Don't build mountains of useless code when you only need to do something small. People endlessly complicate their code by re-selecting DOM elements, goofing up semantic HTML and tossing numbered IDs in there, and other strange things that happen because they don't understand the document model or some other bit of technology-- so they rely on "magic" abstraction layers that slow everything down to garbage-speed and bring in mountains of overhead.
Separation of HTML and JavaScript (define your JavaScript in external JavaScript files)
Graceful degradation (important parts of the page still work with JavaScript disabled).
For a long-winded explanation, checkout the Wikipedia page on the subject.
To expand on Mike's answer: using UJS behavior is added "later".
<div id="info">Information</div>
... etc ...
// In an included JS file etc, jQueryish.
$(function() {
$("#info").click(function() { alert("unobtrusive!"); }
});
UJS may also imply gentle degradation (my favorite kind), for example, another means to get to the #info click functionality, perhaps by providing an equivalent link. In other words, what happens if there's no JavaScript, or I'm using a screen reader, etc.
unobtrusive - "not obtrusive; inconspicuous, unassertive, or reticent."
obtrusive - "having or showing a disposition to obtrude, as by imposing oneself or one's opinions on others."
obtrude - "to thrust (something) forward or upon a person, especially without warrant or invitation"
So, speaking of imposing one's opinions, in my opinion the most important part of unobtrusive JavaScript is that from the user's point of view it doesn't get in the way. That is, the site will still work if JavaScript is turned off by browser settings. With or without JavaScript turned on the site will still be accessible to people using screen readers, a keyboard and no mouse, and other accessibility tools. Maybe (probably) the site won't be as "fancy" for such users, but it will still work.
If you think in term's of "progressive enhancement" your site's core functionality will work for everybody no matter how they access it. Then for users with JavaScript and CSS enabled (most users) you enhance it with more interactive elements.
The other key "unobtrusive" factor is "separation of concerns" - something programmers care about, not users, but it can help stop the JavaScript side of things from obtruding on the users' experience. From the programmer's point of view avoiding inline script does tend to make the markup a lot prettier and easier to maintain. It's generally a lot easier to debug script that isn't scattered across a bunch of inline event handlers.

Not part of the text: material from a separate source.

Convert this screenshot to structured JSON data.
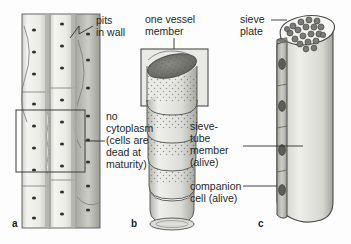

Even if you don't do ruby on rails, these first few paragraphs still offer a great explanation of the benefits of unobtrusive javascript.
Here's a summary:
Organisation: the bulk of your javascript code will be separate from your HTML and CSS, hence you know exactly where to find it
DRY/Efficiency: since javascript is stored outside of any particular page on your site, it's easy to reuse it in many pages. In other words, you don't have to copy/paste the same code into many different places (at least nowhere near as much as you would otherwise)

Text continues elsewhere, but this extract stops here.